Sunday, October 2, 2011

Vaccinations again

There is some essential biology you have to understand before really delving deep into vaccines.  Our immune system is complex, but I'll try to make it easy to understand.

The body's immune system works by first identifying something as a pathogen--a disease causing agent.  Every pathogen is covered with tiny molecules called antigens, and it is those antigens that trigger a specific immune response.  Our bodies don't recognize something just generally as a pathogen; those specific antigens are identified as their own unique pathogens, and the appropriate antibodies are released from the lymph nodes.  We have specific antibodies to fight off specific antigens.   To develop those specific antibodies, though, our bodies have to first be exposed to that disease's antigens.  Some pathogens, specifically viruses, are constantly mutating and having different antigens--this is why when you get a cold, then someone else in your family catches the cold, they don't pass it back to you.  You've been exposed to that specific antigen and have the proper antibodies to fight it off when it gets back in your system.  However, if you are exposed to another cold virus, one that has mutated and has antigens that your body doesn't have the antibodies for yet, you will probably catch it and have symptoms until those antibodies are made and can fight it off.  

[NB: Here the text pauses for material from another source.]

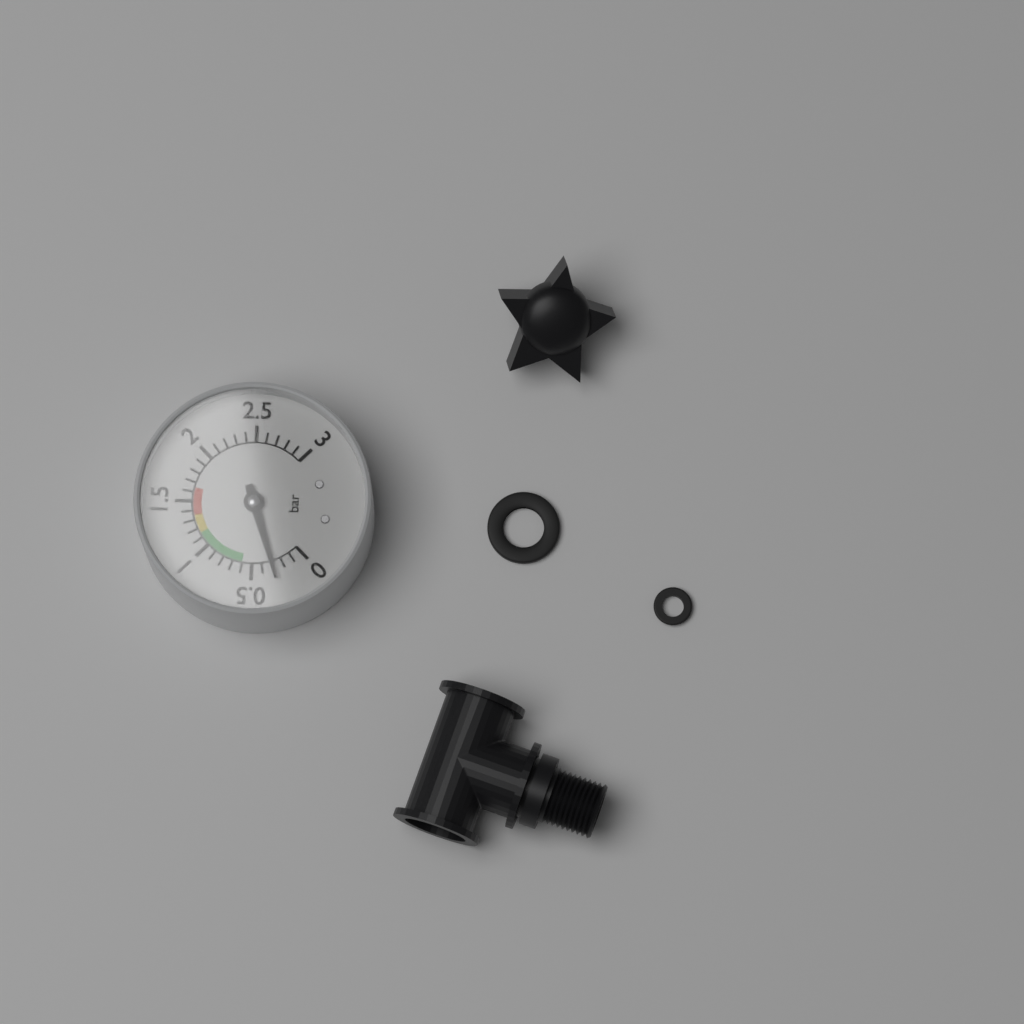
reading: 0.3 bar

This is the science behind vaccinations.  Vaccinations contain dead or greatly weakened pathogens.  Even though they can't cause a child to get sick because they cannot reproduce due to their dead or weakened state, the body still recognizes them as a pathogen.  The body then studies their specific antigens and creates the antibodies specific to those diseases.  If that child is ever exposed to those antigens again, the antibodies will activate and fight off that disease before it gets a chance to reproduce in the body.

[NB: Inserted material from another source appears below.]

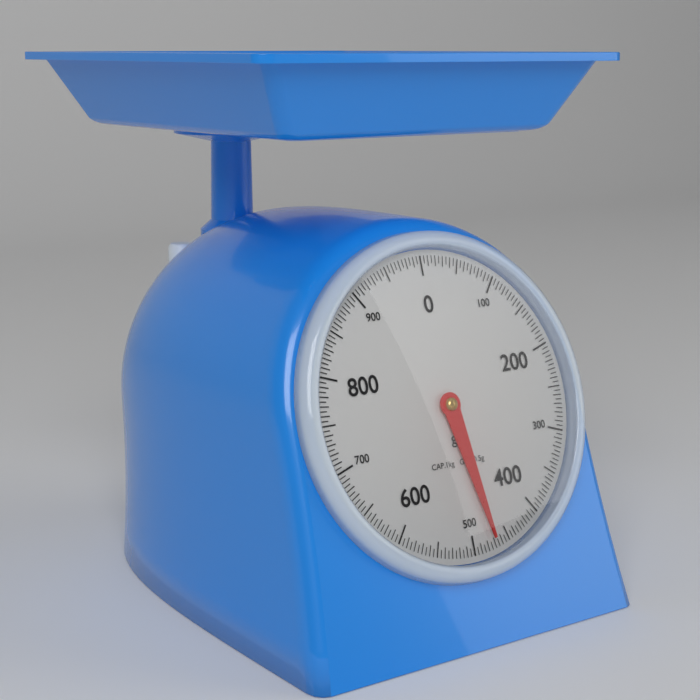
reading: 470 g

(For a much more detailed, yet still easy to understand explanation, check out http://www.howvaccineswork.org/)

Okay, you say.  But I know a lot of people who have been vaccinated who still got the disease, particularly pertussis, or whooping cough.  So how does that work?

This I understand. My parents are both firm believers in vaccinations, and myself and all of my younger sisters have been fully vaccinated.  Yet, several years ago, many of my sisters caught a case of whooping cough.

Whooping cough is, if you want to get technical, caused by B. Pertussis,  fastidious gram-negative coccobacillus.  In real life terms, it is a pathogen that produces toxins that damage the epithelial cells of respiratory tract and causes severe coughing.  This doesn't sound that bad, but, especially in infants and children under 2, that coughing causes a lack of oxygen to the brain, which in turn causes the brain cells to die, causing brain damage.   In classic pertussis, the coughing lasts longer than three weeks, and residual coughing can last for months.   In 2000-2004, there were 6,114 children under twelve months old hospitalized with clinically confirmed pertussis.  Out of that number, 5, 454 had apnea--periods where they stopped breathing.  1,063 had pneumonia, 146 had seizures, and 92 babies died of whooping cough.
             The greatest complications in adults, who usually don't see brain damage, is 5% suffer pneumonia and 4% have rib fractures from the coughing. (http://www.cdc.gov/mmwr/preview/mmwrhtml/rr5517a1.htm#tab2)   The biggest issue with adults having pertussis, though, is that it can be passed on to infants. 

There are two reasons for the pertussis comeback: number one, researchers have found that the efficacy of the pertussis vaccine begins to wear off after around 10 years.  Basically, the body begins to forget those antigens.  This is why you may see commercials on the adult pertussis booster--it isn't a real issue for adults, other than an inconvenience, but it can be deadly when transmitted to an infant.  This is why I got my pertussis booster last year; it isn't something I am overly concerned about dealing with myself, but I would be horrified if I passed it onto my son. 

The other reason there are more pertussis cases is simply because there are fewer people getting vaccinated, something that we'll look at later this week. 
Now why did my family get whooping cough?  Especially when some of my sisters had vaccines that shouldn't have started to wear off yet?
Most likely, they didn't have actual pertussis.  At least not B. Pertussis.  There are other diseases that are in the pertussis family, but that the vaccine does not cover.  These are usually less severe and do not lead to the major complications that the actual B. Pertussis does.  Especially one pathogen called B. Parapertussis presents clinically similar to the deadly pertussis pathogen, but the symptoms are less severe.


Later on this week we'll look at the beginnings of the anti-vaccine movement, which actually began with the pertussis vaccine.